I failed to grasp the informal expression of the Latin abbreviation.

"more or less" = C (show explanation )

The preposition circa[5] (abbreviation c or c.[5]), often used preceding a date, means approximately or about  ⇒ the church was built circa 1860.

hide explanation

24d   Suitable // encounter from what we hear (4)

The intention clearly was for this to be a homophone type clue with the solution being METE. However, the setter appears to have confused the spelling of the solution.

As the wording of the clue stands, the definition would be "suitable" which leads to MEET (an archaic term meaning suitable). The wordplay is sounds like (from what we hear) MEET (encounter).

The clue was corrected on the Telegraph Puzzles website to read:
  •  24d   Measure /that/ sounds suitable (4)
Meet[5] is an archaic term meaning suitable or proper ⇒ it was not meet for us to see the king’s dishonour.

In Biblical use, mete[5] means to measure out ⇒ with what measure ye mete, it shall be measured to you again.

Nomenclature Malfunction
In the course of researching this clue, I discovered that the nomenclature commonly applied to this type of clue is sorely wanting.

What we commonly call homophone clues would be more appropriately called heterograph clues.

Homophones[7] (words having the same pronunciation but different meanings) comprise both heterographs (words having the same pronunciation but different meanings and spellings) and homonyms (words having the same pronunciation and spelling but different meanings).

Thus in North America, tire (fatigue) and tire (automobile part) are homonyms. In the UK, on the other hand, tire (fatigue) and tyre (automobile part) are heterographs.

In cryptic crosswords, homophone clues always involve words having the same pronunciation but different meanings and spellings (heterographs) and never words having the same pronunciation and spelling but different meanings (homonyms).

Note: The definition of homonym used here is that found in Wikipedia. It is also the definition given by Chambers 21st Century Dictionary as well as the Random House Kernerman Webster's College Dictionary. However, dictionaries do not agree on the definition of homonym.
  • Chambers 21st Century Dictionary: A homonym[2] is a word with the same sound and spelling as another, but with a different meaning.
  • Random House Kernerman Webster's College Dictionary: A homonym is a word the same as another in sound and spelling but different in meaning.
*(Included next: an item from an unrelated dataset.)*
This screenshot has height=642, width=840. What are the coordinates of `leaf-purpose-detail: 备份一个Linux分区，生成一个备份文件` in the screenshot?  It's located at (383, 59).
  • Collins English Dictionary: A homonyn[10] is one of a group of words pronounced or spelt in the same way but having different meanings.
  • Oxford Dictionaries Online: A homonym[5] is each of two or more words having the same spelling or pronunciation but different meanings and origins.
  • American Heritage Dictionary: A homonym[3] is one of two or more words that have the same sound and often the same spelling but differ in meaning.
  • The Chambers Dictionary: A homonym[1] is a word having the same sound and perhaps the same spelling as another, but a different meaning and origin, sometimes extended to words having a different sound and the same spelling.
The Random House Kernerman Webster's College Dictionary tells us that homonyms are, in the strictest sense, both homophones and homographs, alike in spelling and pronunciation. Homonym, however, is used more frequently than homophone, a technical term, when referring to words with the same pronunciation without regard to spelling. Homonym is also used as a synonym of homograph (a word that is spelled identically to another word but may or may not share its pronunciation). Thus, homonym has taken on a broader scope than either of the other two terms and is often the term of choice in a nontechnical context.
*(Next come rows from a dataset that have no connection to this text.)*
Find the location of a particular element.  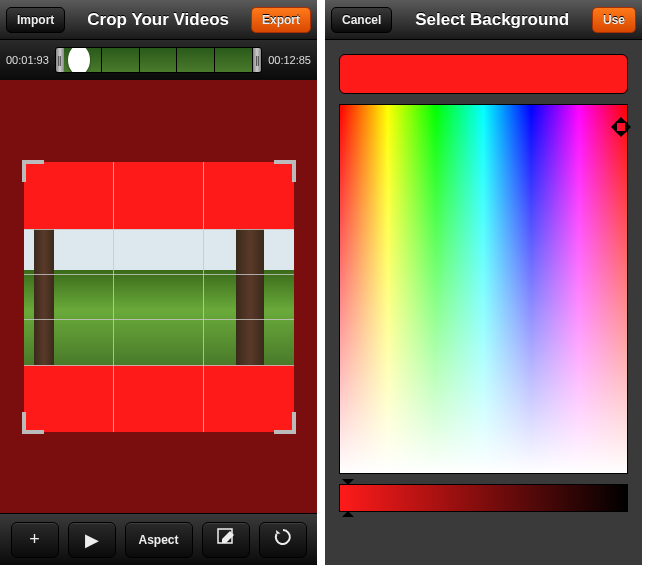

video-preview is located at coordinates (159, 297).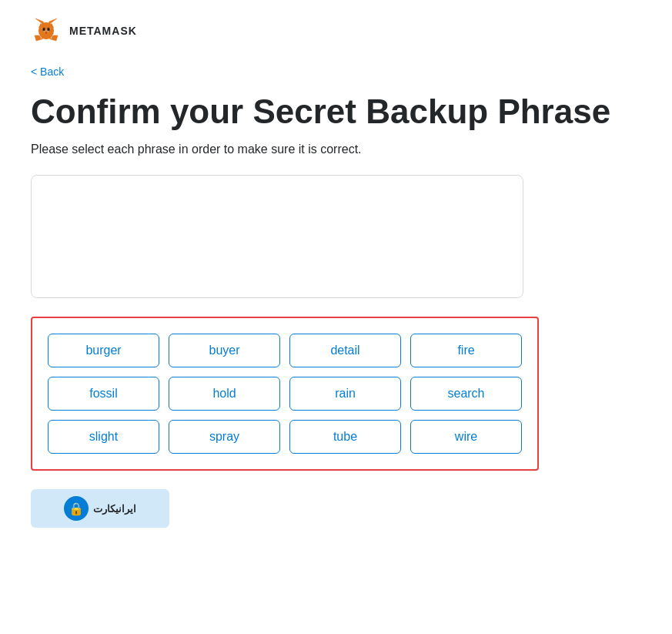 The width and height of the screenshot is (672, 634). I want to click on watermark-text: ایرانیکارت, so click(115, 508).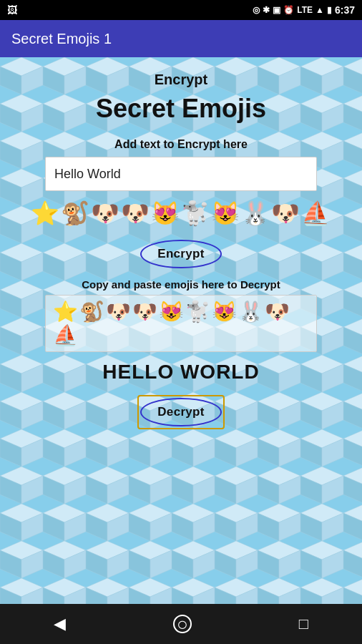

In other words, homonym has lost its precision through misuse.

25d   Slight // rest (4)

26d   Featureless // accommodation (4)

Flat[5] is a chiefly British term for what would be called an apartment[5] in North America — a set of rooms forming an individual residence, typically on one floor and within a larger building containing a number of such residences a block of flats.
Key to Reference Sources: 

[1]   - The Chambers Dictionary, 11th Edition
[2]   - Search Chambers - (Chambers 21st Century Dictionary)
[3]   - TheFreeDictionary.com (American Heritage Dictionary)
[4]   - TheFreeDictionary.com (Collins English Dictionary)
[5]   - Oxford Dictionaries (Oxford Dictionary of English)
[6]   - Oxford Dictionaries (Oxford American Dictionary)
[7]   - Wikipedia
[8]   - Reverso Online Dictionary (Collins French-English Dictionary)
[9]   - Infoplease (Random House Unabridged Dictionary)
[10] - CollinsDictionary.com (Collins English Dictionary)
[11] - TheFreeDictionary.com (Random House Kernerman Webster's College Dictionary)
Signing off for today — Falcon

7 comments:

  1. Tougher than 2 stars, imo. Needed time and on-line help to finish.

    Re: 22a, you made a typo and a funny one at that, given the meaning of lambert.

    ReplyDelete
    Replies
    1. Now fixed. For those who missed it, I had typed "lambert" instead of "lambent".

      I guess it just goes to prove that I have more of a scientific bent than a literary one.

      Delete
  2. I'm quite sure that "mete" is an archaic term for suitable or appropriate. Google "It is mete that" and you'll find a number of quotes from old texts.

    ReplyDelete
    Replies
    1. I did as you suggested and I found a single instance, an advertisement in the Rome (Georgia) Tribune-Herald from July 19, 1911. However, I would deem this to a misspelling by the advertiser.

      On the other hand, google "It is meet that" and you will find a number of quotes including the following from Shakespeare's Julius Caesar (Act 1, Scene 2) "Therefore it is meet
      That noble minds keep ever with their likes,
      For who so firm that cannot be seduced?".

      Delete
    2. Here are the first few that came up in answer to my query:

      It is mete that hir hole Howse being furnished with all Manner of Officers, in the open Presence of hir Courte, that her principall Officers of the Howseholde

      And again, it is mete that my servant Joseph Smith jun., should have a house built, in which to live and translate. And again, it is mete that my servant Sidney ...


      that thei maie knowe how to take their place atones: and for this cause it is mete that thansigne of every battaile, have written in some evident part, the nomber ...

      Further it is mete that the meanes and the ende should haue a convenient likelhode. Seing therfore we be called therunto of God our father (which we must ...

      with thother, that thei maie knowe how to take their place atones: and for this cause it is mete that thansigne of every battaile, have written in some evident part

      Undoubtedlye it is mete that such controuersies, as we haue with the bysfhoppe of Rome, be taken as they arc ; that is moch greatter, than that they mayeeyther



      Delete
    3. Peter,

      Thank you for the examples. I did investigate the first one a bit. It comes from a document entitled "The Opinion of the Lord Threafurer, the Lord Steward, and the Lord Chamberlaine, touching the Order to be taken for the receyving and intertaynement of the King of Swethen, September 25, 1561.". I note that many words are spelled differently than they are now. In the title of the document alone, we have "Threafurer" (Treasurer), "Chamberlaine" (Chamberlain), "receyving" (receiving), "intertaynement" (entertainment), and "Swethen" (Sweden).

      This document would be written in Early Modern English, a transition stage between Middle English and Modern English. It is the language of William Shakespeare. I would hazard to guess that the spelling in this document might predate what dictionaries consider to be "archaic" -- but I am no expert. Very interesting, just the same.

      Delete
  3. Thanks Falcon. Excellent website.